I mean, if sphinx have an API like this,

<script src="searchtools.js"></script>
<script>
new Search({
  fileSuffix: '{{ file_suffix }}',
  ...
}).initialize();
</script>

I suggest to rewrite the APIs like this. but so, it's the too big deal.

at the moment, i moved the cleanup function to afterEach block. and split the _normalizeQuery method.

Copy link
Contributor

Choose a reason for hiding this comment

The reason will be displayed to describe this comment to others. Learn more.

That sounds good to me; thank you.

With those changes, the def normalize function in the Python code will be a mirror of the function _normalizeQuery in the searchtools.js code.
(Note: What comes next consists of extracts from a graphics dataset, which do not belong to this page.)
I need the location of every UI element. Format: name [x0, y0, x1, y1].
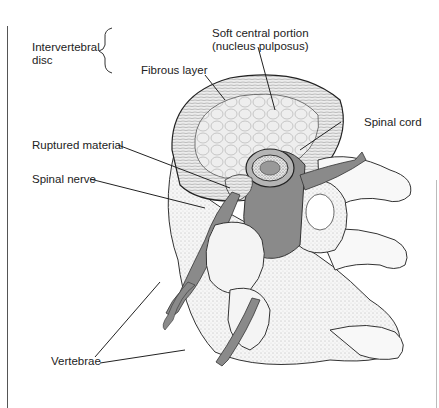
label-soft-central-portion: Soft central portion (nucleus pulposus)	[212, 27, 309, 53]
label-intervertebral-disc: Intervertebral disc	[32, 41, 100, 67]
label-soft-central-line2: (nucleus pulposus)	[212, 40, 309, 53]
articular-process-left	[206, 222, 264, 293]
label-spinal-cord: Spinal cord	[364, 116, 422, 129]
spinal-cord-gray-matter	[260, 161, 280, 175]
label-intervertebral-disc-line1: Intervertebral	[32, 41, 100, 54]
label-intervertebral-disc-line2: disc	[32, 54, 100, 67]
label-ruptured-material: Ruptured material	[32, 139, 123, 152]
label-fibrous-layer: Fibrous layer	[141, 64, 207, 77]
label-soft-central-line1: Soft central portion	[212, 27, 309, 40]
label-spinal-nerve: Spinal nerve	[32, 173, 96, 186]
label-vertebrae: Vertebrae	[51, 355, 101, 368]
bracket-intervertebral-disc	[99, 28, 112, 73]
vertebral-foramen-hole	[306, 194, 334, 230]
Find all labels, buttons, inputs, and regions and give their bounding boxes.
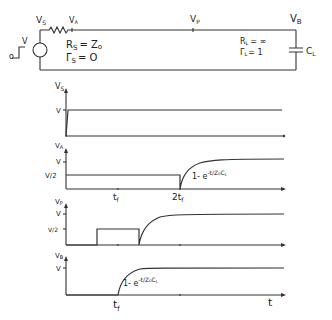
vs-ylabel: VS (55, 82, 64, 92)
vp-level-half: V/2 (48, 226, 58, 233)
node-va-label: VA (69, 16, 78, 25)
step-low-label: o (9, 52, 14, 61)
voltage-source-icon (33, 43, 47, 57)
va-ylabel: VA (55, 142, 64, 150)
gamma-s-equation: ΓS= O (66, 52, 98, 65)
node-vp-label: VP (190, 14, 200, 25)
plot-vs: VS V (55, 82, 285, 137)
rl-equation: RL= ∞ (240, 37, 266, 46)
circuit: o V VS VA VP VB RS= Zo ΓS= O RL= ∞ ΓL= 1… (9, 13, 316, 70)
va-tick-tf: tf (113, 192, 120, 203)
plot-va: VA V V/2 tf 2tf 1- e-t/Z₀CL (45, 142, 286, 203)
va-tick-2tf: 2tf (172, 192, 184, 203)
plot-vb: VB V tf t 1- e-t/Z₀CL (55, 252, 286, 313)
vp-ylabel: VP (55, 198, 63, 206)
vp-level-v: V (56, 210, 61, 218)
rs-equation: RS= Zo (66, 39, 102, 52)
vb-xlabel: t (268, 296, 273, 309)
resistor-and-top-wire (40, 27, 296, 33)
step-high-label: V (22, 37, 28, 46)
vs-level-v: V (56, 107, 61, 115)
capacitor-icon (289, 30, 303, 70)
va-level-v: V (56, 158, 61, 166)
node-vb-label: VB (290, 13, 302, 26)
vb-waveform (66, 268, 284, 295)
va-level-half: V/2 (45, 172, 57, 180)
gamma-l-equation: ΓL= 1 (240, 48, 263, 57)
step-input-icon: o V (9, 37, 28, 61)
transmission-line-diagram: o V VS VA VP VB RS= Zo ΓS= O RL= ∞ ΓL= 1… (0, 0, 332, 320)
vb-level-v: V (56, 265, 61, 273)
cap-label: CL (306, 46, 316, 57)
node-vs-label: VS (36, 15, 46, 26)
plot-vp: VP V V/2 (48, 198, 286, 247)
vp-waveform (66, 214, 284, 245)
vb-ylabel: VB (55, 252, 64, 260)
va-waveform (66, 159, 284, 189)
vb-tick-tf: tf (113, 298, 120, 313)
vb-annotation: 1- e-t/Z₀CL (123, 276, 159, 288)
va-annotation: 1- e-t/Z₀CL (192, 169, 228, 181)
vs-waveform (66, 110, 282, 136)
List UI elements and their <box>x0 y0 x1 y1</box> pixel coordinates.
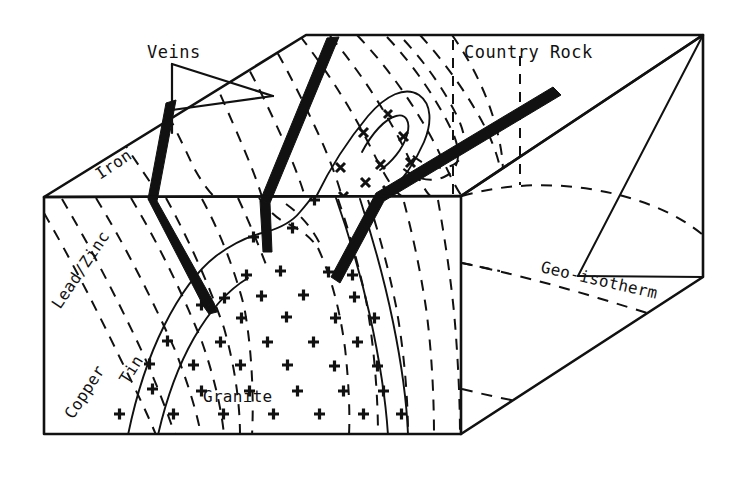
label-granite: Granite <box>203 387 273 406</box>
label-lead-zinc: Lead/Zinc <box>48 227 114 312</box>
vein-2 <box>260 37 339 252</box>
geology-block-diagram-svg: Veins Country Rock Geo-isotherm Iron Lea… <box>0 0 743 478</box>
label-copper: Copper <box>60 362 108 422</box>
label-veins: Veins <box>147 42 201 62</box>
geo-isotherm-leader <box>462 263 500 271</box>
label-iron: Iron <box>92 145 136 183</box>
right-face-edge <box>461 35 703 434</box>
veins-leader-arm-upper <box>172 64 273 96</box>
label-geo-isotherm: Geo-isotherm <box>539 257 659 302</box>
right-face-diagonal-upper <box>578 35 703 276</box>
label-country-rock: Country Rock <box>464 42 593 62</box>
vein-group <box>148 37 561 314</box>
leader-lines <box>172 40 520 271</box>
right-face-content <box>462 185 703 407</box>
block-edges <box>44 35 703 434</box>
block-diagram-figure: Veins Country Rock Geo-isotherm Iron Lea… <box>0 0 743 478</box>
right-face-geo-isotherms <box>462 185 703 407</box>
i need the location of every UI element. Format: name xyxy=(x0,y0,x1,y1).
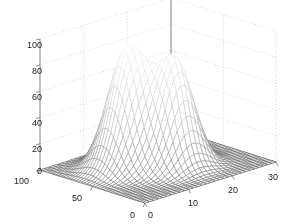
x-tick-label-30: 30 xyxy=(268,173,278,182)
z-tick-label-0: 0 xyxy=(18,167,42,176)
y-tick-label-100: 100 xyxy=(14,177,29,186)
z-tick-label-60: 60 xyxy=(18,93,42,102)
y-tick-label-50: 50 xyxy=(72,194,82,203)
z-tick-label-80: 80 xyxy=(18,67,42,76)
z-tick-label-20: 20 xyxy=(18,145,42,154)
z-tick-label-100: 100 xyxy=(18,41,42,50)
figure-3d-surface-plot: 100 80 60 40 20 0 100 50 0 0 10 20 30 xyxy=(0,0,305,224)
z-tick-label-40: 40 xyxy=(18,119,42,128)
x-tick-label-20: 20 xyxy=(228,186,238,195)
y-tick-label-0: 0 xyxy=(130,211,135,220)
x-tick-label-0: 0 xyxy=(148,211,153,220)
surface-plot-canvas xyxy=(0,0,305,224)
x-tick-label-10: 10 xyxy=(188,199,198,208)
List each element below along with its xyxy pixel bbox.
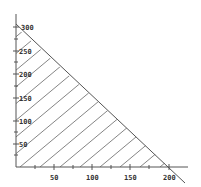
boundary-line — [16, 24, 185, 183]
svg-text:150: 150 — [19, 95, 32, 103]
chart: 50 100 150 200 250 300 50 100 150 200 — [0, 0, 201, 187]
svg-text:300: 300 — [21, 24, 34, 32]
x-tick-labels: 50 100 150 200 — [50, 174, 176, 182]
svg-text:100: 100 — [19, 118, 32, 126]
y-tick-labels: 50 100 150 200 250 300 — [19, 24, 34, 149]
axes — [13, 14, 188, 170]
svg-text:200: 200 — [19, 71, 32, 79]
svg-text:150: 150 — [124, 174, 137, 182]
svg-text:50: 50 — [19, 141, 27, 149]
svg-text:200: 200 — [163, 174, 176, 182]
svg-text:100: 100 — [86, 174, 99, 182]
svg-text:250: 250 — [19, 48, 32, 56]
svg-text:50: 50 — [50, 174, 58, 182]
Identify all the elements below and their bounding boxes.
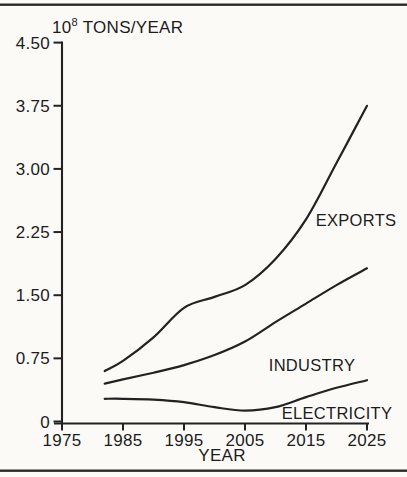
y-tick-label: 2.25: [16, 223, 50, 242]
series-labels: EXPORTSINDUSTRYELECTRICITY: [269, 211, 397, 422]
y-tick-label: 0.75: [16, 349, 50, 368]
x-tick-label: 2025: [347, 431, 386, 450]
unit-base: 10: [52, 18, 72, 37]
chart-canvas: 108 TONS/YEAR 00.751.502.253.003.754.50 …: [0, 0, 407, 477]
bottom-rule: [0, 470, 407, 472]
y-tick-label: 3.75: [16, 97, 50, 116]
series-label-exports: EXPORTS: [316, 211, 397, 229]
y-tick-label: 1.50: [16, 286, 50, 305]
y-axis-ticks: 00.751.502.253.003.754.50: [16, 34, 62, 432]
y-tick-label: 0: [40, 413, 50, 432]
coal-projection-figure: 108 TONS/YEAR 00.751.502.253.003.754.50 …: [0, 0, 407, 477]
x-tick-label: 2015: [286, 431, 325, 450]
y-tick-label: 4.50: [16, 34, 50, 53]
y-tick-label: 3.00: [16, 160, 50, 179]
series-label-electricity: ELECTRICITY: [282, 404, 393, 422]
x-axis-title: YEAR: [198, 446, 246, 465]
x-tick-label: 1975: [42, 431, 81, 450]
series-label-industry: INDUSTRY: [269, 356, 355, 374]
x-tick-label: 1985: [103, 431, 142, 450]
series-line-exports: [105, 106, 367, 371]
chart-unit-label: 108 TONS/YEAR: [52, 16, 183, 37]
unit-rest: TONS/YEAR: [78, 18, 183, 37]
top-rule: [0, 4, 407, 6]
So therefore: it might be worth adding a comment in the Python code to explain that (but not in the JS code -- because not everyone reading the JS code will be able to view the Python code).

Copy link
Contributor

Choose a reason for hiding this comment

The reason will be displayed to describe this comment to others. Learn more.

PS: I think an additional git push may be required (your explanation makes sense, but I don't find the updated commits in the branch at the moment)

Copy link
Author

Choose a reason for hiding this comment

The reason will be displayed to describe this comment to others. Learn more.

oops. pushed.

Copy link
Contributor

@jayaddison jayaddison left a comment

Choose a reason for hiding this comment

The reason will be displayed to describe this comment to others. Learn more.

I think it might makes sense to remove the if (...) condition from the _parseQuery function and relocate that into _normalizeQuery.

Basically: always follow the same code/function call path, but sometimes some steps may be no-ops.

Comment on lines +279 to +281
_normalizeQuery: (query, form) => {
return query.normalize(form);
},
Copy link
Contributor

Choose a reason for hiding this comment

The reason will be displayed to describe this comment to others. Learn more.

Suggested change
_normalizeQuery: (query, form) => {
return query.normalize(form);
},
_normalizeQuery: (query) => {
const form = DOCUMENTATION_OPTIONS.SEARCH_UNICODE_NORMALIZATION;
if (!form) return query;
return query.normalize(form);
},

Comment on lines 283 to 288
_parseQuery: (query) => {
if (DOCUMENTATION_OPTIONS.SEARCH_UNICODE_NORMALIZATION) {
query = Search._normalizeQuery(query, DOCUMENTATION_OPTIONS.SEARCH_UNICODE_NORMALIZATION);
}

// stem the search terms and add them to the correct list
Copy link
Contributor

Choose a reason for hiding this comment

The reason will be displayed to describe this comment to others. Learn more.

Suggested change
_parseQuery: (query) => {
if (DOCUMENTATION_OPTIONS.SEARCH_UNICODE_NORMALIZATION) {
query = Search._normalizeQuery(query, DOCUMENTATION_OPTIONS.SEARCH_UNICODE_NORMALIZATION);
}
// stem the search terms and add them to the correct list
_parseQuery: (query) => {
query = Search._normalizeQuery(query);
// stem the search terms and add them to the correct list

Sign up for free to join this conversation on GitHub. Already have an account? Sign in to comment
Labels
None yet
Projects
None yet
Development

Successfully merging this pull request may close these issues.